Autonomous vehicles need to operate in a complex environment, and recognizing traffic signs is an important part of that. A new microstructured material reflects light in rainbow rings, which can make traffic signs easier for computer vision systems to read.
Even outside of fully autonomous vehicles, traffic sign recognition has been part of driver assistance systems for over a decade. Normally the technology is based on recognizing colors or shapes of signs, but it doesn’t always get it right in the real world, where readability can be affected by lighting, weather, obstacles, damage, or something as simple as stickers on the sign.
So for the new study a team of researchers investigated a promising new material that could make the job easier. It’s a new form of retroreflective material, already commonly used to highlight signs and road markings by bouncing light from a vehicle’s headlights straight back at a driver. But rather than focus that light, the new material scatters it to create eye-catching patterns.
It’s called a microscale concave interface (MCI) and is made up of a thin film of tiny polymer spheres embedded in tape. When light hits the surface, these microspheres reflect it into a series of concentric circles – white light creates rainbow rings, a single-colored laser produces patterns of bright and dark rings, and infrared lasers have their own similar circular patterns.
The idea is that by covering traffic signs in MCI materials, the patterns produced could be cross-referenced between multiple sensors in a vehicle, to confirm what kind of sign it is.
“Currently, autopilot systems face many challenges in recognizing traffic signs, especially in real-world conditions,” says Qiaoqiang Gan, corresponding author of the study. “Smart traffic signs made from our material could provide more signals for future systems that use LIDAR and visible pattern recognition together to identify important traffic signs. This may be helpful to improve the traffic safety for autonomous cars.”
The team says these MCI materials could also be useful for electronic sensors, anti-counterfeiting tools, and reflective displays. Future tests will experiment with different wavelengths of light and other materials for the microspheres, to see what other effects might emerge.
The research was published in the journal Applied Materials Today.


_Work item_. Your task is to restate word for word the lines in the material below, from the one with "Get the bounding box for book." up to and including the one with "Provide the bounding box for 'suit'.". Do not carry over the pictures.

_Input records_.
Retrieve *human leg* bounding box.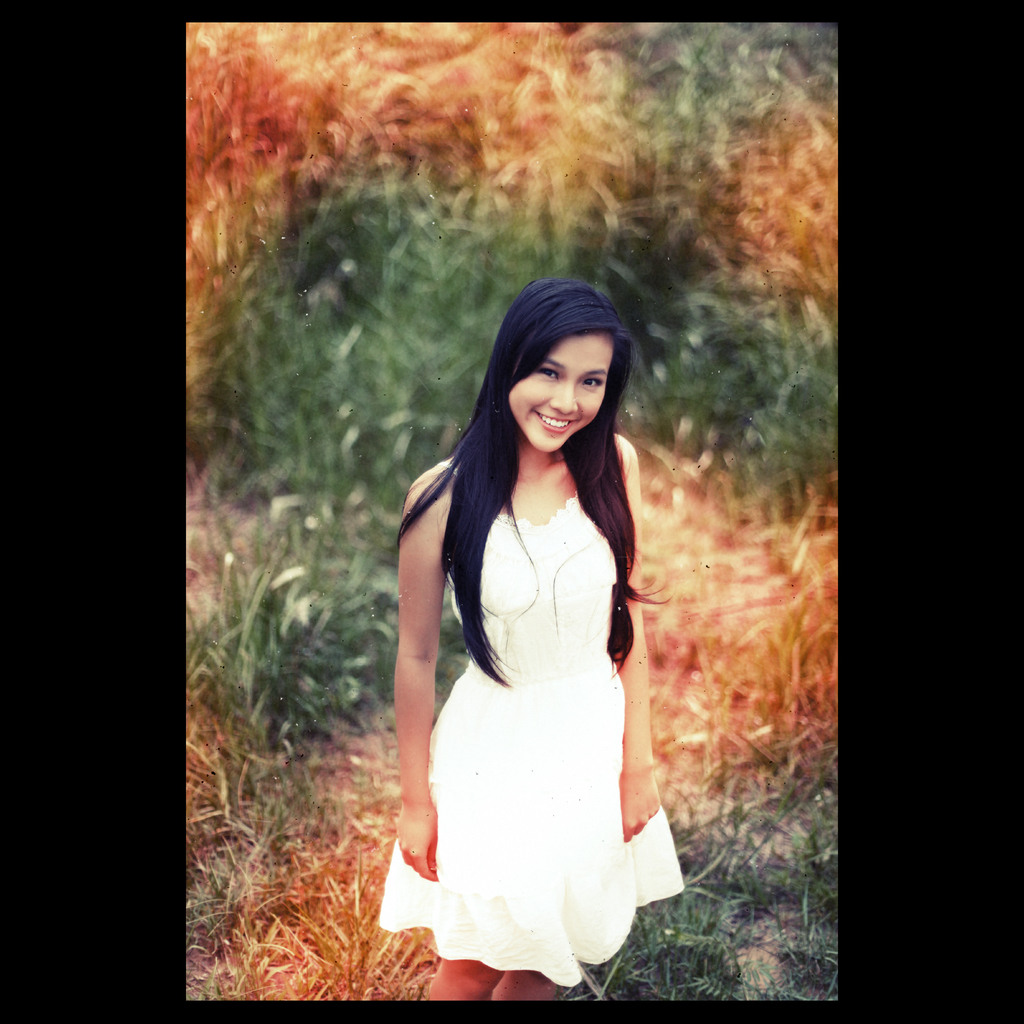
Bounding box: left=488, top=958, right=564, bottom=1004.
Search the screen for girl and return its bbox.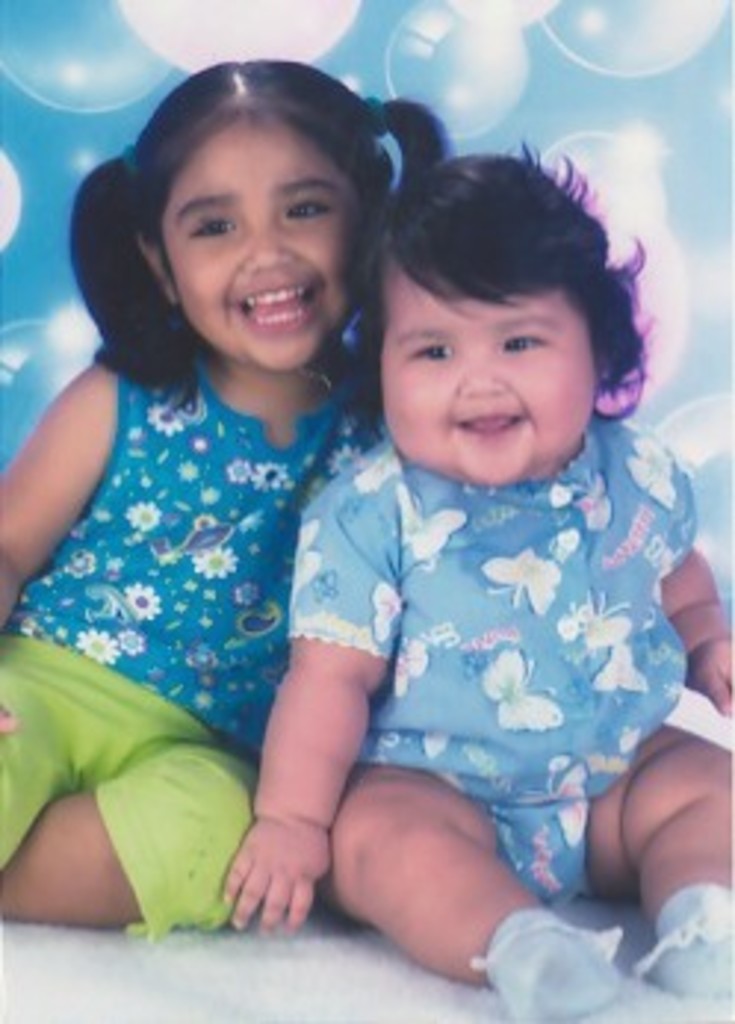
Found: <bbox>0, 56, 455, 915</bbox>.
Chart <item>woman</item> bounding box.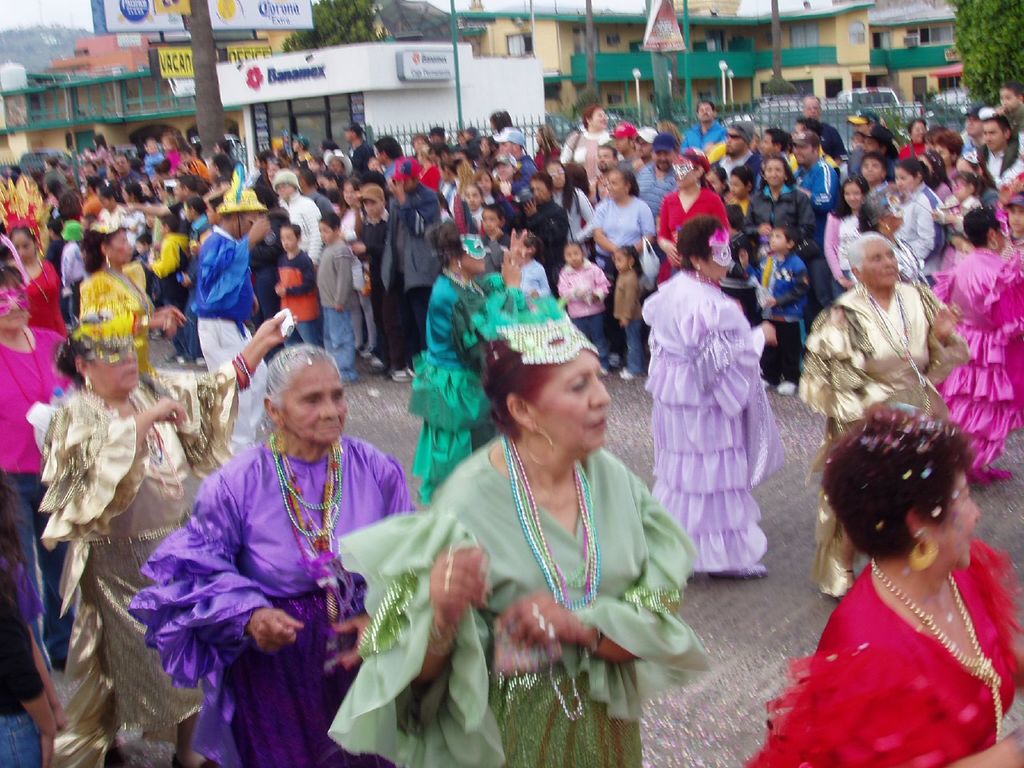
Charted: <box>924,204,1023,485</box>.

--

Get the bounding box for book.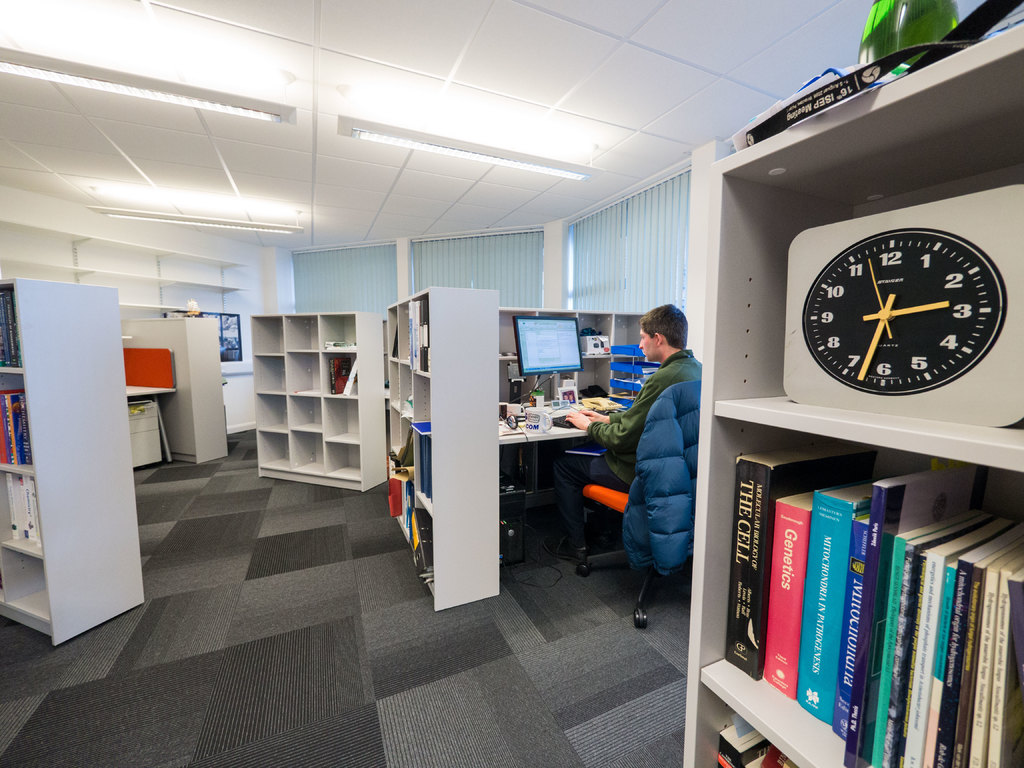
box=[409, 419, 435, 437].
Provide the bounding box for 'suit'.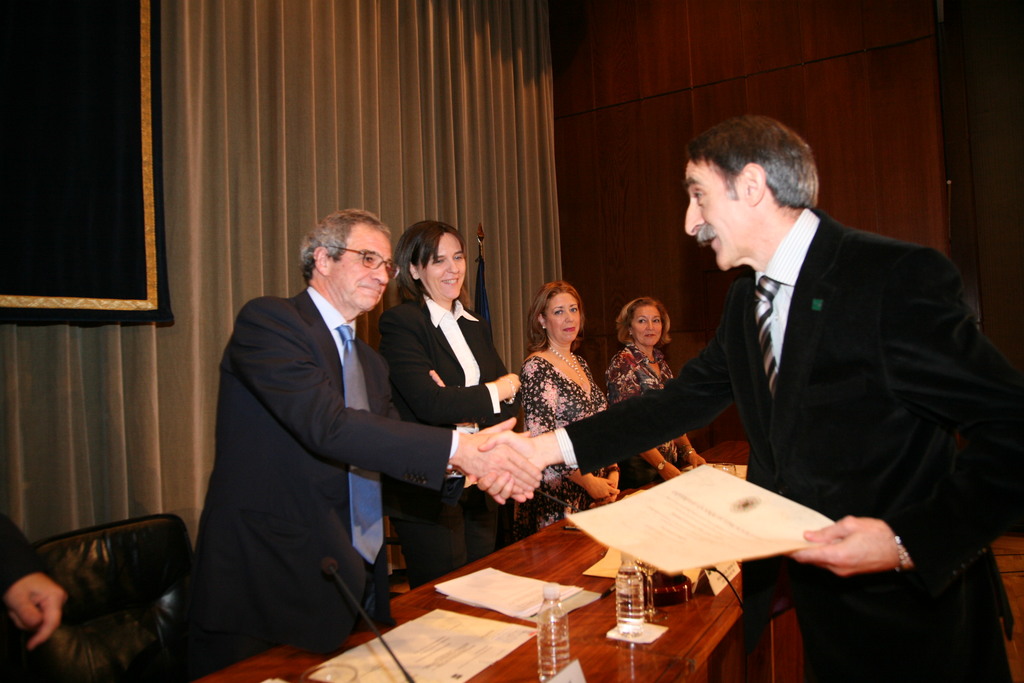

...

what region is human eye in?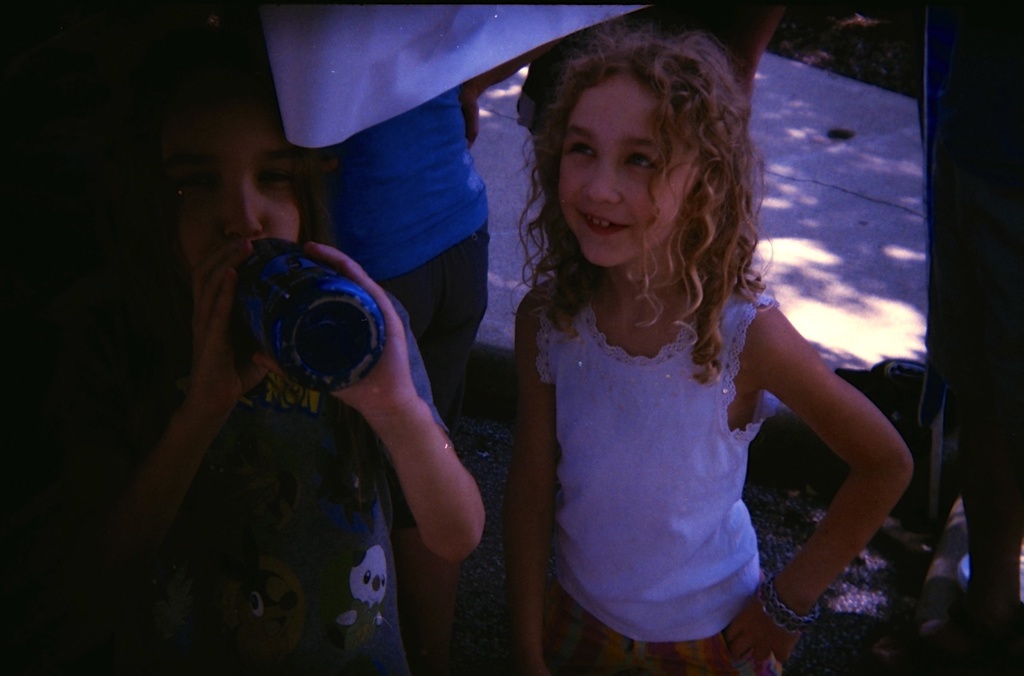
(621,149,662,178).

_Result for this exercise_.
Get the bounding box for book.
box=[409, 419, 435, 437].
Provide the bounding box for 'suit'.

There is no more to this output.